Logic of Judges
by Jon Roland
In the 1994 Davidian trial U.S. District Judge Walter Smith, having first ruled, correctly, that defendants could not be held guilty of enhancements to a crime if the jury had acquitted them of the crime, reversed himself (after an ex parte meeting with the prosecutors) and explained "The law doesn't have to be logical."
The basis for that attitude had been laid by the "legal realists", particularly Oliver Wendell Holmes, Jr., "the life of the law has not been logic; it has been experience."[1] this has been discussed by Benjamin N. Cardozo in "The Nature of the Judicial Process" (1921).
The First Law is supposed to be to "Treat Like Cases Alike", and that would seem to imply that if the law is not logical it is not law, but lawyers have their "informal reasoning" that tolerates contradiction.
It is an old joke among logicians that for lawyers and judges the "analogical syllogism" (A is similar to B and B is similar to C; therefore A is similar to C.) is a valid rule of logical inference. (It is in geometry for the special meaning of "similar" for triangles.)
Well, logic is logic. The art comes in translating between statements in legalese and statements in logic, something that judges generally lack. We are not, by the way, talking about the first order predicate calculus, but about deontic logic, an extension that allows for normative statements. It is briefly discussed in an article here, but the link to the paper with the prolog source code is broken, so we provide it here.
Thus, courts often conflate several kinds of "powers", including structural, procedural, legislative, executive, judicial, national, and state, discretionary, duties, as well as what might be called fields of action.
So, for example, the U.S. might acquire through treaty a new territory, either incorporated, or some trust territory or protectorate. Is a trust territory or protectorate covered by Art. IV Sec. 3 Cl. 2, or are the powers derived entirely from the treaty? I would argue for the former, but although that would not involve any new powers in conflict with the Tenth Amendment, it would be an expansion of the field of action of some of those powers, and one might loosely refer to that as an expansion of powers.
This problem is especially highlighted in the opinion in Reid v. Covert, 354 U.S. 1 (1957), and its refusal to overturn the conflicting Missouri v. Holland, 252 U.S. 416 (1920).
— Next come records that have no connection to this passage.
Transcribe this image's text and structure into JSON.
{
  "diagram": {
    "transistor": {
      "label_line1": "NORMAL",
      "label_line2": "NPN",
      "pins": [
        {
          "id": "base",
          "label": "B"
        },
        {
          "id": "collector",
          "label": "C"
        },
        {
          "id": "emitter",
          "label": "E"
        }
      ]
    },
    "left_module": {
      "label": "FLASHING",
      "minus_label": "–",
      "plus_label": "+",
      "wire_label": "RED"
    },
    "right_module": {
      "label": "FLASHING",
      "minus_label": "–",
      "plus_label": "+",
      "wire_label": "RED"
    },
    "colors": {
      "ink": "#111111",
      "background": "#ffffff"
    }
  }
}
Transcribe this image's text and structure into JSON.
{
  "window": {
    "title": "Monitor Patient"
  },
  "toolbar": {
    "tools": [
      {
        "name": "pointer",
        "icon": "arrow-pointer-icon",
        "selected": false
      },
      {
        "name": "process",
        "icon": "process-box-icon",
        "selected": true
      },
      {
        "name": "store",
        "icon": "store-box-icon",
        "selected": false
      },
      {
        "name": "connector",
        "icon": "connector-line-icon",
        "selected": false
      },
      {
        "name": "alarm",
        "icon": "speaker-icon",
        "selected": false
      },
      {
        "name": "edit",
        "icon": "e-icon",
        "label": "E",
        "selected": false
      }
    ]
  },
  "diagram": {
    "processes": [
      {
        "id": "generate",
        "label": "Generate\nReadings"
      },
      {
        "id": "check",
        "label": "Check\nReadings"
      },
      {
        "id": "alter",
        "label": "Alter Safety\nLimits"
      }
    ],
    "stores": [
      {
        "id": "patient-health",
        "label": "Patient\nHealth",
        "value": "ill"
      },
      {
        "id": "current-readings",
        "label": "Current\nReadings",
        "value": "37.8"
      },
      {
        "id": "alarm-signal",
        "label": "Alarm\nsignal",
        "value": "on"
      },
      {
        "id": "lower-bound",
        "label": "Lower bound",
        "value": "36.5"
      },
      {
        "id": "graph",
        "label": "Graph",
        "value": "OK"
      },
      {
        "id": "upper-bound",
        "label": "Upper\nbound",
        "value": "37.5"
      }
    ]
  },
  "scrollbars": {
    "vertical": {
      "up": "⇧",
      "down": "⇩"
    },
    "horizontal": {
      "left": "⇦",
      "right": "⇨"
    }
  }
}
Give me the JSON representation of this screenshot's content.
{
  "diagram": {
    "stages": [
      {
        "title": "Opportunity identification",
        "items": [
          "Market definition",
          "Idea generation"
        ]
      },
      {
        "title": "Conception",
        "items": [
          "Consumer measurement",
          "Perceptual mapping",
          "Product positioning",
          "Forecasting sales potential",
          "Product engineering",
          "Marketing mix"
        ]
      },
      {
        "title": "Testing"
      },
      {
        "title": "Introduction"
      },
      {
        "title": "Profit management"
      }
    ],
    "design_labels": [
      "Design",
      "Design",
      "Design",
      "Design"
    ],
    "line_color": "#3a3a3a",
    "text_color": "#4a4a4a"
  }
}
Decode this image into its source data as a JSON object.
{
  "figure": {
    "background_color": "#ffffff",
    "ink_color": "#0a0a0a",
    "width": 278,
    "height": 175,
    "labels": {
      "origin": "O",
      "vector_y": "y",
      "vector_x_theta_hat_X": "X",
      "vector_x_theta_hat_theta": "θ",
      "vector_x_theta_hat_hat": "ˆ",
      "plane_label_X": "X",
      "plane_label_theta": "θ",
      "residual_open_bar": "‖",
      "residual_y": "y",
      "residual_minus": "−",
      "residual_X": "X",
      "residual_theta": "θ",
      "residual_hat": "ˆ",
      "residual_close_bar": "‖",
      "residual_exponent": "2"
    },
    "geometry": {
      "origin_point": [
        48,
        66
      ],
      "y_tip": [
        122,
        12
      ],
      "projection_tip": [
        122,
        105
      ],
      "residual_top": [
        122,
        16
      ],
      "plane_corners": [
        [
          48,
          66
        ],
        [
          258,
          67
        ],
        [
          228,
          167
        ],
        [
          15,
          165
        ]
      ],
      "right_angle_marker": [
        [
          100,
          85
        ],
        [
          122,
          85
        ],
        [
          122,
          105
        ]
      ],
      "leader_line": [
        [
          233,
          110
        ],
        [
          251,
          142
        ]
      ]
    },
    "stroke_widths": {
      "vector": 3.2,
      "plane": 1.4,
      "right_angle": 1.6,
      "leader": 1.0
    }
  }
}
In the "logic" of our courts "not overturning" should not be interpreted as "confirming". It could just be "Maybe we just overturned it with this decision, maybe we didn't, but we don't want to take the time right now to figure that out, and anyway, we weren't adequately briefed on the full implications," In other words their "logic" is not "two-valued" (valid or invalid), but "multi-valued" (valid, invalid, indeterminate/confused, intermediate, or we don't want to talk about it now). No one should attempt to treat judicial decisions as precedents who does not take this multi-valued "logic" into account, or to regard the judges as having anticipated all the ways they could be misunderstood. They understood what they did at the time they wrote (probably in somewhat of a hurry), and many are aghast at how legions of clever lawyers later try to twist or nuance those words.
Just as any system of logic that allows a single contradiction allows all contradictions, the allowance in a system of values like "indeterminate" presents problems, because any operation on an indeterminate value is itself indeterminate. Thus, the value of a proposition like "A is valid & B is indeterminate" is indeterminate. Infect a system with enough indeterminate values and the entire system becomes indeterminate. Such a system provides no support for reaching firm conclusions. It devolves into a cover for making political decisions.
Our court system, if it is to make use of stare decisis at all (and I consider binding stare decisis to be logically unconstitutional), should ask panels of judges to review their own decisions every ten years or so and issue clarifications, to revolve the many misinterpretations.
There is also one other factor that needs to be kept in mind: Law, unlike the hard sciences, is a field that not only tolerates corruption, but embraces it. Members of that profession go out of their way to avoid discussing the problem that many court decisions are not just errors, but crimes. Decisions are accepted even when it is obvious that bribery, intimidation, cronyism, bias, or aversion to political pressure induced a decision the judge knew was wrong, and only tried to dress up in twisted rationalizations to cover what he or she did. Yet such corrupt decisions can be and are treated as binding precedents that carry the corruption forward, injuring or ruining the lives of countless people for generations.